IDIOTS MIGHT GRIN when they see a fiery-eyed, supernatural Peter Dinklage give a knowing smile while avenging his bloody death at the teeth and talons of a hell-spawned succubus near the end of Knights of Badassdom. (Whoops! Spoiler alert!) He's a badass in Game of Thrones! And now he's a badass in a movie about live-action role-playing! How perfect!

But that's an accident. A stupid accident. Knights of Badassdom was shot almost three years ago, before the benefit of a thematic tie-in with a far superior product. And until it was summoned forth, it had been left to rot in the Negative Material Plane of Tinseltown. Where it belongs.

Knights of Badassdom doesn't know what kind of campy movie it wants to be. It starts off with promise, as the world is ready for a poke at role-playing nerds done with nuance, intelligence, and some in-the-know affection. But the gags (I laughed maybe twice during the whole movie, and I don't even remember what at) never get any deeper than sissy/masturbation/thee-thou-verily riffs.

Then the whole thing lurches between a stoner-style breakup comedy and gore fest, both lacking cleverness. The occult business comes after an insecure wannabe wizard (Steve Zahn) overreaches by using a real-life occult spell book to summon a demon—except the demon looks just like his heartbroken friend's ex-girlfriend. I got so bored, I dozed off during the big battle at the end.

And yet, almost in spite of itself, Knights still does two things okay: Firefly's Summer Glau plays the toughest, smartest, and most fearless character in the whole movie, and True Blood's Ryan Kwanten is a pretty wicked metal singer. Metal winds up saving the day when Dinklage can't. If only it could have saved this shitshow of a movie.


Your goal: Lines that include the string "will" are the ones to copy from the entries below.

Available data:
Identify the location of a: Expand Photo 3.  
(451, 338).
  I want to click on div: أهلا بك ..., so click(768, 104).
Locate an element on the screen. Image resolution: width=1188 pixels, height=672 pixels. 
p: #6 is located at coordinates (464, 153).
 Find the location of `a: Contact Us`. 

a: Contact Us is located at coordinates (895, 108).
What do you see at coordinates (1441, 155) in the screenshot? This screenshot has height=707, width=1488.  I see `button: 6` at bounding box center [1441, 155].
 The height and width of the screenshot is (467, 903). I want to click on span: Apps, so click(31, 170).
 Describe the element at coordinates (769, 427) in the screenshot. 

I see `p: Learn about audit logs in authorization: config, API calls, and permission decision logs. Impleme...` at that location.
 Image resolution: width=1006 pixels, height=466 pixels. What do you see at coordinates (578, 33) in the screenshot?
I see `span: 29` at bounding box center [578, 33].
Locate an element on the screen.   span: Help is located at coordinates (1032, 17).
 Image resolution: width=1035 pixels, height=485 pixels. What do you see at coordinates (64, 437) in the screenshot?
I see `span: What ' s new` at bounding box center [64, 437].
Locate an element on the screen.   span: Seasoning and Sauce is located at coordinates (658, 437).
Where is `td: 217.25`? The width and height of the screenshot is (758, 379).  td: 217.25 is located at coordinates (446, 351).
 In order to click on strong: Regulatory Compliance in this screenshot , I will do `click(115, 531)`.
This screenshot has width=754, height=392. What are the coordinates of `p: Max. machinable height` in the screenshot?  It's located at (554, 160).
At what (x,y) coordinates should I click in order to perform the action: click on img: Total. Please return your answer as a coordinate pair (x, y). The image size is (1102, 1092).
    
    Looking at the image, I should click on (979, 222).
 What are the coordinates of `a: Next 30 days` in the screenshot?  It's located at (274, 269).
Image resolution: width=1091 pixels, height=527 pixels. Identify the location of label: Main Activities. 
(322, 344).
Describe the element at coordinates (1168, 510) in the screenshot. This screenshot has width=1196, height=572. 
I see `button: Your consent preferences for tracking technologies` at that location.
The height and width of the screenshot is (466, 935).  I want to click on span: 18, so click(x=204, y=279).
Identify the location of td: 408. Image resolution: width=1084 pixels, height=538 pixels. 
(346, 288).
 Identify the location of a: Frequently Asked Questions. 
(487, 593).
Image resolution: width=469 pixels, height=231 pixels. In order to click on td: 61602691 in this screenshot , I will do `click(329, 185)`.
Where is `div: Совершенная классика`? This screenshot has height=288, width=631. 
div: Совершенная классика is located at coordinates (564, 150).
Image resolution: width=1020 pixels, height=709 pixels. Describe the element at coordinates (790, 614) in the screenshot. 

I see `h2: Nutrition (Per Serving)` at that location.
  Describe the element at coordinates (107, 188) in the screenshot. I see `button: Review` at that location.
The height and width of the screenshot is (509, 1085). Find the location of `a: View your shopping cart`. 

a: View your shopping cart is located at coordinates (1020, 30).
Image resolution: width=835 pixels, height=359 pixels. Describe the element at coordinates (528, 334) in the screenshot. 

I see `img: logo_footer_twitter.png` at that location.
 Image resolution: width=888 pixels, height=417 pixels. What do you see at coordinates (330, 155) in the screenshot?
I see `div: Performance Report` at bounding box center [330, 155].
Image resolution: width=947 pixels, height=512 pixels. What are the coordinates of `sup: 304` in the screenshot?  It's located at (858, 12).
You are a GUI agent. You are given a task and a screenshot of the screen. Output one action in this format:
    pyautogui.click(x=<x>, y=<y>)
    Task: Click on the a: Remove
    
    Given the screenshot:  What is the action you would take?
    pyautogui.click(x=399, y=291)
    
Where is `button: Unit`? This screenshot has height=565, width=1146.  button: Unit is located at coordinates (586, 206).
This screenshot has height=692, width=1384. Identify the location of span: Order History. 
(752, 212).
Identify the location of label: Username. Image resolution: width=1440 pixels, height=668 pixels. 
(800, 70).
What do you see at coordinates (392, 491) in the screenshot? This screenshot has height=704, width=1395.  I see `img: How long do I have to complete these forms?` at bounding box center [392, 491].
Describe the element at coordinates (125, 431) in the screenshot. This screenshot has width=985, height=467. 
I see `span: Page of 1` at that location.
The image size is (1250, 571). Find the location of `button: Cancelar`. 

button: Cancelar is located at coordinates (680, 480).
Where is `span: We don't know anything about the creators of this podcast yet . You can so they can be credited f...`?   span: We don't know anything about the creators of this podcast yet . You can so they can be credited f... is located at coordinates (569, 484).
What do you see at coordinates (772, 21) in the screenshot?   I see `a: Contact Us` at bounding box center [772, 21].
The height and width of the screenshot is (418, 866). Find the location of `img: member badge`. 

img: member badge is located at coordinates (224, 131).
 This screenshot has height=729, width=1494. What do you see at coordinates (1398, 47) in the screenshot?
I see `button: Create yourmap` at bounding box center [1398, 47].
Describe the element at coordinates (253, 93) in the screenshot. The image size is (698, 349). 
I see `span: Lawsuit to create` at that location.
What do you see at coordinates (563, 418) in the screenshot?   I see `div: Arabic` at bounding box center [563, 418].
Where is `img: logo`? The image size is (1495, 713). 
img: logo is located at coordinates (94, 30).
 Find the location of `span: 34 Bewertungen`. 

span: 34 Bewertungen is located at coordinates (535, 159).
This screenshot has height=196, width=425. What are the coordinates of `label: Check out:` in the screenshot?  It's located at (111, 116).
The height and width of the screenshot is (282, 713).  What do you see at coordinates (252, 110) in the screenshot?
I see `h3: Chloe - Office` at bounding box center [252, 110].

Written solution:
 In order to click on strong: Regulatory Compliance in this screenshot , I will do `click(115, 531)`.
Image resolution: width=469 pixels, height=231 pixels. In order to click on td: 61602691 in this screenshot , I will do `click(329, 185)`.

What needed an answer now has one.